Top economists at the American Bankers Association say the resulting slowdown is likely to trigger a sharp increase in layoffs and push the unemployment rate close to 5% within the next two years. A rapid rise in wages over the past year is also expected to peter out.

The deterioration in the economy and weakening labor market, however, is also seen helping the Fed bring down inflation more quickly.

The ABA forecasts inflation to slow to 2.8% in 2023 and 2.2% in 2024 from an average 6.4% rate in the prior year, based on the consumer price index.

That would put the rate of inflation close to the Fed’s 2% goal a bit faster than the central bank has forecast.

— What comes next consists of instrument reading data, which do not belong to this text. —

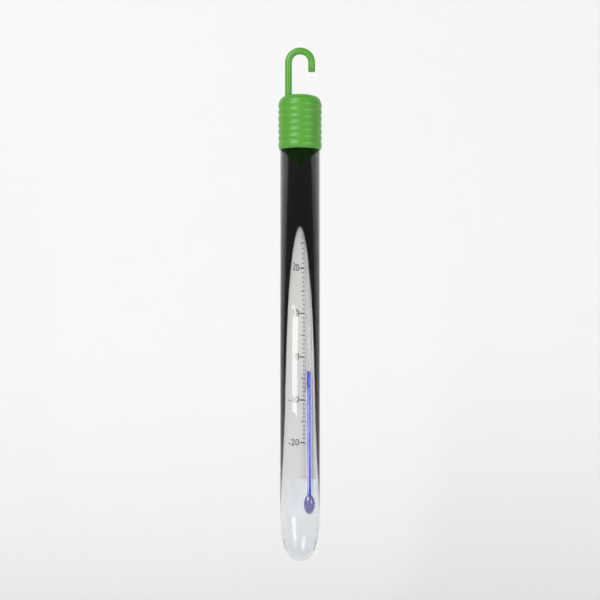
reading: -3 °C
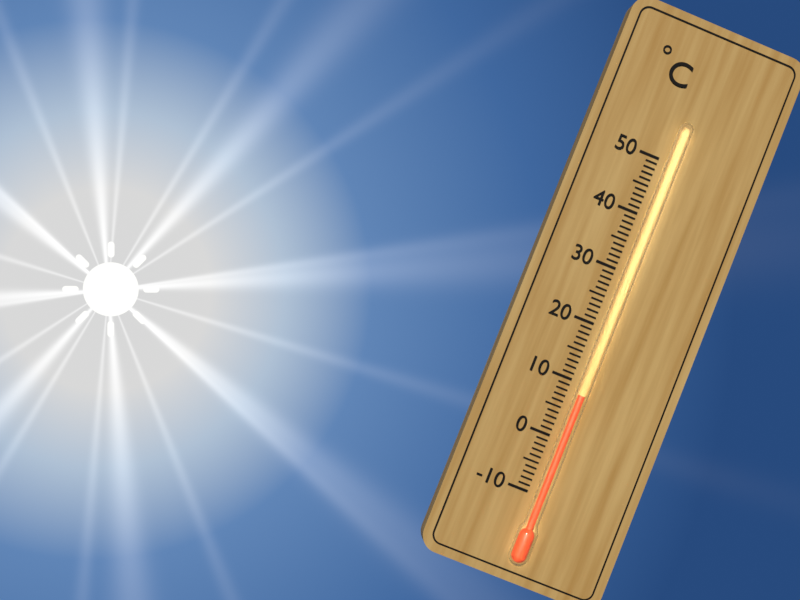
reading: 8 °C
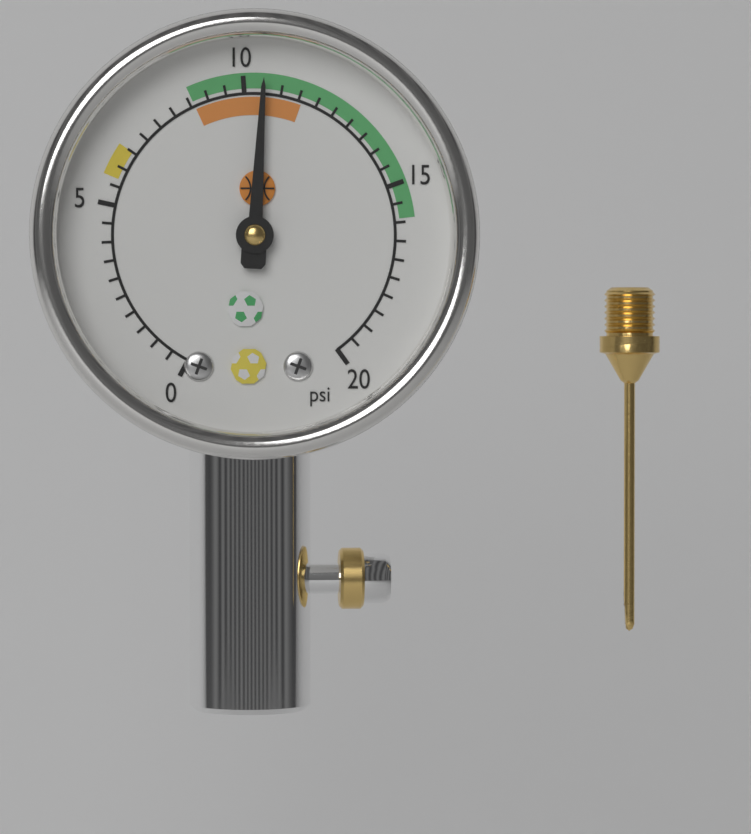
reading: 10.5 psi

“The wheels are in motion for a moderation in inflation to play out,” said Simona Mocuta, chairwoman of the ABA economic advisory panel and chief economist at State Street Global Advisors.

Under that scenario, the Fed would actually start cutting interest rates before the end of 2023, the ABA economists predicted, and help spur a modest recovery by 2024.

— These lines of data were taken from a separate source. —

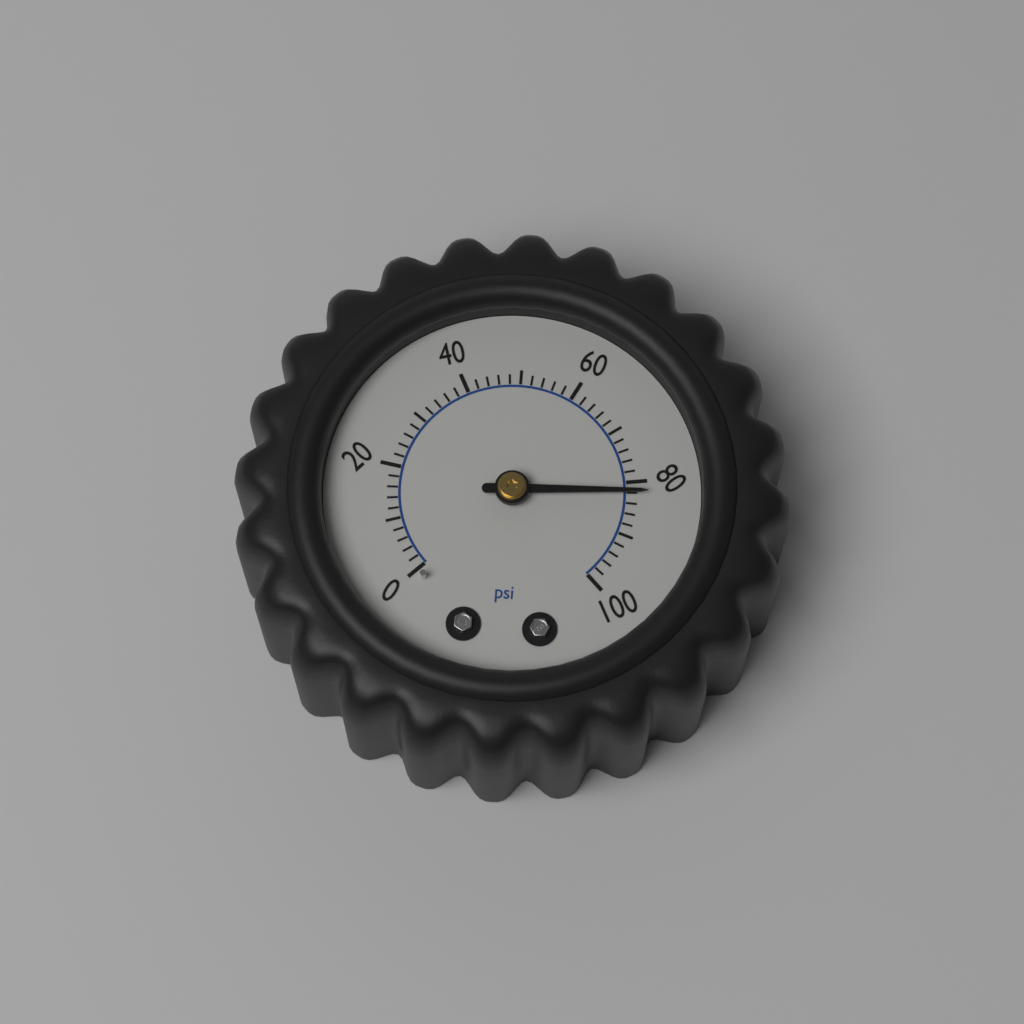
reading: 82 psi
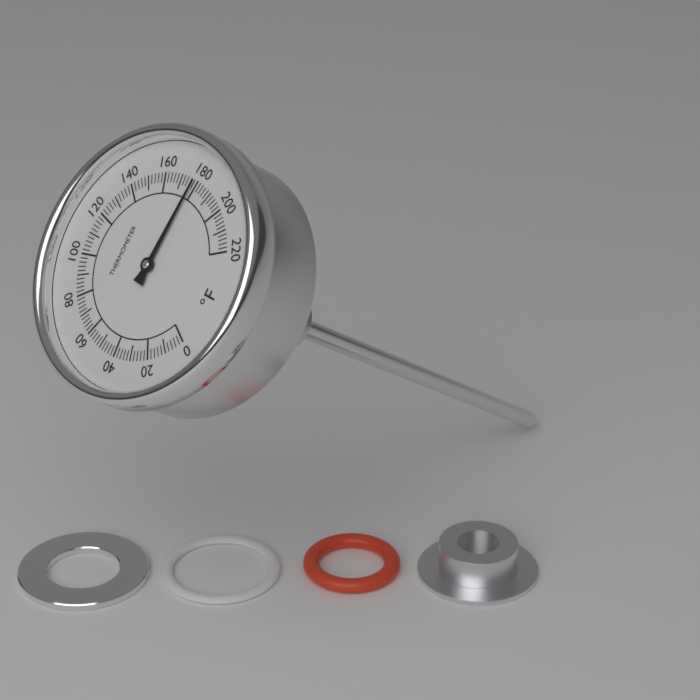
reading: 178 °F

Senior Fed officials have warned it’s premature to say the tide has turned in its fight against inflation. They plan to raise a key short-term U.S. interest rate a few more times this year, push it above 5% and leave it at an elevated level for an extended period before reevaluating the economy.

The rate of inflation surged to a 40-year high of 9.1% last summer, but it’s since slowed to 6.5%. That’s still more than triple the pre-pandemic increase in prices each year, however.

Yet not all the ABA economists were as optimistic that the economy could skirt a recession and avoid higher unemployment.

“Others are more concerned about the ability to engineer this kind of Goldilocks outcome and perhaps more pain in the labor market is needed to make that outcome possible on inflation,” Mocuta said.